Remark: It doesn't really scan sequentially, it just looks for the following indexnodes which is in the same tag, downloads the actual record and checks if the filter applies. If not it searches for the next indexnode, etc.. IOW it searches the index sequentially rather than the table itself.

There is a general thinking that filtered tables with SEEK is slow. This is not entirely true. It can be slow if the filter's seleticvity is high (many records are filtered out). If a SEEK command only has to scan about a few nodes further because the others where filtered out, you'll like not have any performance problems. OTOH, if the seek command has to attempt more than about 20 - 100 times before it finds a matching record you might be better of with a LOCATE which is fully optimizable.


>>However, if you table is less than let's say 100 records, your LOCATE will run the fastest without rushmore, so include the NOOPTIMIZE clause. The break even point, is depended on a number of factors, but a general rule of thumb I use is about 100 records.

>Doesn't this depend on whether the table is opened in shared more or exclusive, and whether other computers can modify it or not? When you have a cursor with less than 100 records and you LOCATE a record in this cursor several times, than Rushmore helps in my experience, because it has the entire index image in memory and can quickly build the bitmap.

You're reffering to the local buffers on the OS level. In general I don't think this matters. I've done some testing with a 100 records (or so) table, in which I run trough a loop a couple of thousand times
FOR nT = 1 TO 10000
    LOCATE FOR Field = Value    && Optimizable
ENDFOR

FOR nT = 1 TO 10000
    LOCATE FOR Field = Value  NOOP  && Not optimizable
ENDFOR
I remember that the second one was the winner by about 300%. My conclusion back then was that the overhead of rushmore was the cause of the difference. IOW rushmore pays with larger recordssets. I've got to admit that I didn't test this in exclusive mode or in a multiuser access, just single use shared access. Just try it, and I like to know what you've found.

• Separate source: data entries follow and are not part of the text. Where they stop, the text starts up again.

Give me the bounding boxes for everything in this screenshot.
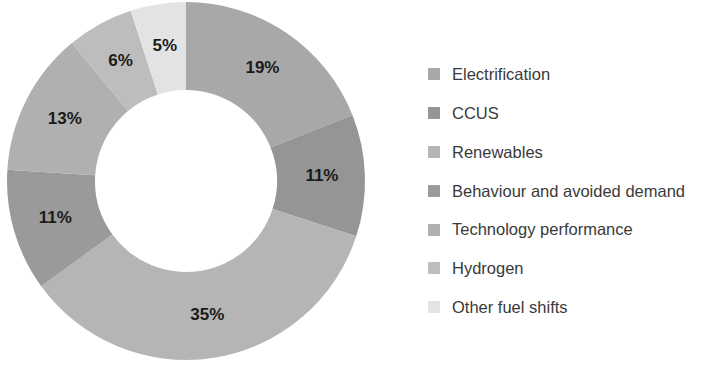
- legend-item-label: Technology performance: [452, 221, 633, 238]
- legend-item-label: Hydrogen: [452, 260, 524, 277]
- legend-item[interactable]: Behaviour and avoided demand: [428, 171, 727, 210]
- legend-item-label: Other fuel shifts: [452, 299, 568, 316]
- legend-item[interactable]: Electrification: [428, 55, 727, 94]
- slice-value-label: 5%: [152, 36, 177, 55]
- legend-item-label: Renewables: [452, 144, 543, 161]
- chart-legend: ElectrificationCCUSRenewablesBehaviour a…: [428, 55, 727, 327]
- legend-item-label: CCUS: [452, 105, 499, 122]
- legend-swatch-icon: [428, 146, 440, 158]
- legend-swatch-icon: [428, 301, 440, 313]
- donut-chart-figure: 19%11%35%11%13%6%5% ElectrificationCCUSR…: [0, 0, 727, 372]
- legend-swatch-icon: [428, 224, 440, 236]
- legend-item[interactable]: CCUS: [428, 94, 727, 133]
- legend-swatch-icon: [428, 107, 440, 119]
- slice-value-label: 11%: [39, 208, 72, 227]
- donut-svg: 19%11%35%11%13%6%5%: [0, 0, 400, 372]
- legend-swatch-icon: [428, 262, 440, 274]
- legend-item[interactable]: Other fuel shifts: [428, 288, 727, 327]
- legend-item-label: Behaviour and avoided demand: [452, 183, 685, 200]
- donut-plot-area: 19%11%35%11%13%6%5%: [0, 0, 400, 372]
- legend-item[interactable]: Renewables: [428, 133, 727, 172]
- slice-value-label: 19%: [245, 58, 279, 77]
- legend-item-label: Electrification: [452, 66, 550, 83]
- slice-value-label: 35%: [190, 305, 224, 324]
- legend-item[interactable]: Technology performance: [428, 210, 727, 249]
- legend-swatch-icon: [428, 185, 440, 197]
- slice-value-label: 11%: [305, 166, 338, 185]
- legend-swatch-icon: [428, 68, 440, 80]
- slice-value-label: 13%: [48, 109, 82, 128]
- legend-item[interactable]: Hydrogen: [428, 249, 727, 288]
- slice-value-label: 6%: [108, 51, 133, 70]
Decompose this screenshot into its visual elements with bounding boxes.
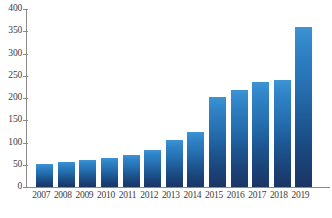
x-tick-label-2016: 2016 <box>224 189 248 202</box>
x-tick-label-2013: 2013 <box>159 189 183 202</box>
bar-slot <box>120 9 142 187</box>
y-tick-label: 0 <box>0 182 22 192</box>
x-tick-label-2015: 2015 <box>202 189 226 202</box>
x-axis-labels: 2007200820092010201120122013201420152016… <box>27 189 330 207</box>
bar-slot <box>99 9 121 187</box>
bar-slot <box>207 9 229 187</box>
y-tick-label: 250 <box>0 71 22 81</box>
bar-2016[interactable] <box>231 90 248 187</box>
x-tick-label-2018: 2018 <box>267 189 291 202</box>
bar-2017[interactable] <box>252 82 269 187</box>
x-tick-label-2012: 2012 <box>137 189 161 202</box>
bar-slot <box>272 9 294 187</box>
bar-2018[interactable] <box>274 80 291 187</box>
bar-slot <box>250 9 272 187</box>
bar-slot <box>56 9 78 187</box>
x-tick-label-2014: 2014 <box>180 189 204 202</box>
x-tick-label-2019: 2019 <box>288 189 312 202</box>
y-tick-label: 150 <box>0 115 22 125</box>
bar-slot <box>34 9 56 187</box>
bar-2013[interactable] <box>166 140 183 187</box>
y-tick-label: 350 <box>0 26 22 36</box>
x-tick-label-2007: 2007 <box>29 189 53 202</box>
plot-area <box>27 9 330 187</box>
bar-2011[interactable] <box>123 155 140 187</box>
y-tick-label: 300 <box>0 49 22 59</box>
x-tick-label-2017: 2017 <box>245 189 269 202</box>
bar-2009[interactable] <box>79 160 96 187</box>
bar-slot <box>185 9 207 187</box>
x-tick-label-2011: 2011 <box>116 189 140 202</box>
bar-2010[interactable] <box>101 158 118 187</box>
y-tick-label: 200 <box>0 93 22 103</box>
y-tick-label: 400 <box>0 4 22 14</box>
bar-2007[interactable] <box>36 164 53 187</box>
bar-slot <box>164 9 186 187</box>
bar-2014[interactable] <box>187 132 204 187</box>
bar-2008[interactable] <box>58 162 75 187</box>
bar-2015[interactable] <box>209 97 226 187</box>
x-tick-label-2010: 2010 <box>94 189 118 202</box>
y-tick-label: 50 <box>0 160 22 170</box>
bar-2019[interactable] <box>295 27 312 187</box>
bar-slot <box>77 9 99 187</box>
x-tick-label-2008: 2008 <box>51 189 75 202</box>
bar-2012[interactable] <box>144 150 161 187</box>
bar-slot <box>228 9 250 187</box>
bar-chart: 050100150200250300350400 200720082009201… <box>0 0 332 218</box>
y-tick-mark <box>23 187 28 188</box>
x-tick-label-2009: 2009 <box>72 189 96 202</box>
x-axis-line <box>26 187 330 188</box>
bar-slot <box>293 9 315 187</box>
y-tick-label: 100 <box>0 138 22 148</box>
bar-slot <box>142 9 164 187</box>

Another matter is when the table is modified since the last time, you've accessed the table, because VFP has to reload the indexnodes from the actual table. In this case, the difference between the two approaches would be even more.

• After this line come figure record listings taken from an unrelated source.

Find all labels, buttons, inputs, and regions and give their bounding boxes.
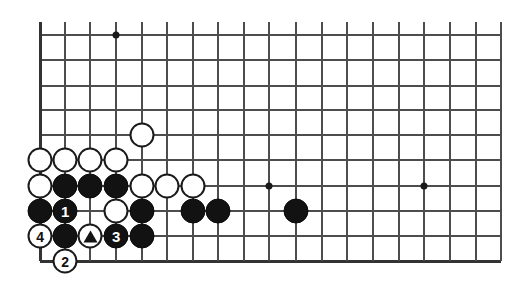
board-grid-line-vertical (166, 22, 168, 261)
stone-white[interactable] (28, 174, 53, 199)
board-grid-line-vertical (500, 22, 502, 261)
go-board[interactable]: 1432 (0, 0, 529, 285)
stone-white[interactable] (28, 148, 53, 173)
board-grid-line-vertical (243, 22, 245, 261)
stone-black-move-3[interactable]: 3 (104, 224, 129, 249)
stone-black[interactable] (130, 224, 155, 249)
stone-white-move-2[interactable]: 2 (53, 249, 78, 274)
board-grid-line-vertical (321, 22, 323, 261)
stone-black[interactable] (206, 199, 231, 224)
move-number-label: 2 (61, 254, 68, 268)
star-point (266, 183, 273, 190)
board-grid-line-horizontal (40, 85, 501, 87)
stone-white-triangle-marked[interactable] (78, 224, 103, 249)
stone-black[interactable] (284, 199, 309, 224)
board-grid-line-vertical (423, 22, 425, 261)
move-number-label: 3 (112, 229, 120, 244)
board-grid-line-vertical (346, 22, 348, 261)
stone-white[interactable] (155, 174, 180, 199)
stone-white[interactable] (130, 123, 155, 148)
stone-white-move-4[interactable]: 4 (28, 224, 53, 249)
board-grid-line-vertical (295, 22, 297, 261)
board-grid-line-horizontal (40, 260, 501, 263)
triangle-icon (83, 230, 97, 242)
board-grid-line-vertical (398, 22, 400, 261)
board-grid-line-horizontal (40, 59, 501, 61)
star-point (421, 183, 428, 190)
board-grid-line-horizontal (40, 34, 501, 36)
stone-black-move-1[interactable]: 1 (53, 199, 78, 224)
stone-black[interactable] (130, 199, 155, 224)
stone-black[interactable] (104, 174, 129, 199)
move-number-label: 1 (61, 204, 69, 219)
board-grid-line-vertical (449, 22, 451, 261)
board-grid-line-vertical (372, 22, 374, 261)
stone-black[interactable] (78, 174, 103, 199)
star-point (113, 32, 120, 39)
stone-black[interactable] (53, 174, 78, 199)
board-grid-line-horizontal (40, 109, 501, 111)
board-grid-line-vertical (217, 22, 219, 261)
move-number-label: 4 (36, 229, 43, 243)
board-grid-line-vertical (475, 22, 477, 261)
stone-white[interactable] (78, 148, 103, 173)
stone-white[interactable] (181, 174, 206, 199)
stone-black[interactable] (53, 224, 78, 249)
board-grid-line-vertical (268, 22, 270, 261)
go-diagram-root: 1432 (0, 0, 529, 285)
stone-white[interactable] (130, 174, 155, 199)
stone-white[interactable] (53, 148, 78, 173)
stone-black[interactable] (181, 199, 206, 224)
board-grid-line-vertical (192, 22, 194, 261)
stone-white[interactable] (104, 148, 129, 173)
board-grid-line-horizontal (40, 134, 501, 136)
stone-white[interactable] (104, 199, 129, 224)
stone-black[interactable] (28, 199, 53, 224)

My personal opinion is that rushmore pays only when:
- Working with larger datasets and,
- in situations where you want to use more than 1 index to speed up performance (Especially in clauses where the OR operator is used).

In other situations you might be better off with either:
- disableling rushmore OR,
- SET the table ORDER, use a SEEK to find the first matching record and after that, use a WHILE clause to adress the rest of the records sequentially.